The Long Arc of TBC1D24

Arc. Among the various synaptic disorders, TBC1D24 remains one of the more mysterious conditions. Although this genetic epilepsy was first described in 2010, the trajectory of symptoms over time has been poorly understood. In a recent publication, we reconstructed longitudinal seizure histories and developmental trajectories from electronic medical record data. What emerged was a disorder that dramatically changes shape over time. Here is what we found.

Continue reading

USP25 and the gravity well of evidence

Evidence. I was a contributor to a recent commentary questioning whether the USP25 gene should currently be considered a validated gene for genetic generalized epilepsy.

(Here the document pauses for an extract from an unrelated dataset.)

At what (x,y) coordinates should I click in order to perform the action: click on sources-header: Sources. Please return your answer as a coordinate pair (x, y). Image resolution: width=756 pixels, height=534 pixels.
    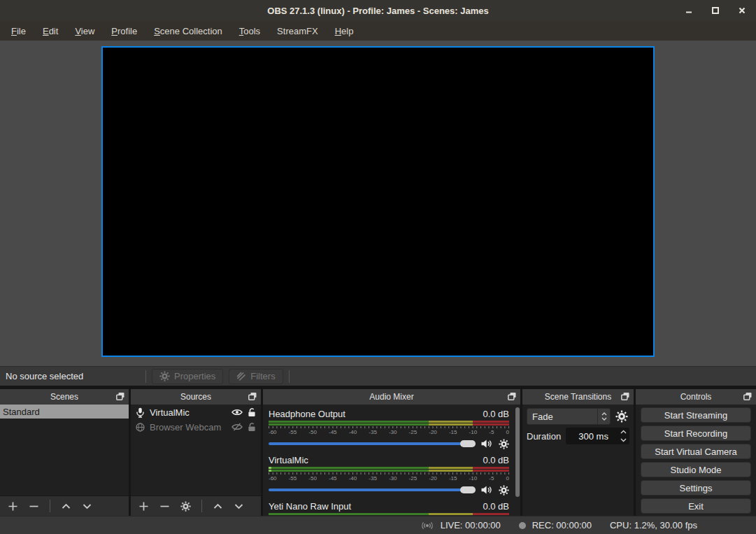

The motivation behind this commentary was not to challenge the initial data, but to ask what happens when a claim for gene validity encounters the full weight of accumulating evidence. Does USP25 remain robust as our expectations for validation rise? Or has it reached the point where additional evidence no longer supports the initial discovery?

Continue reading

Cure vs. treat: the Babel problem in rare disease language

Language. There are a few words in medicine that seem simple until you say them out loud in front of the wrong audience. In rare disease clinics, two of them are cure and treat.  We use them constantly, sometimes interchangeably, and rarely stop to ask what they do to hope, to expectations, and to the quiet contract between clinicians and families. In rare disease, language is not a neutral medium. It is an intervention.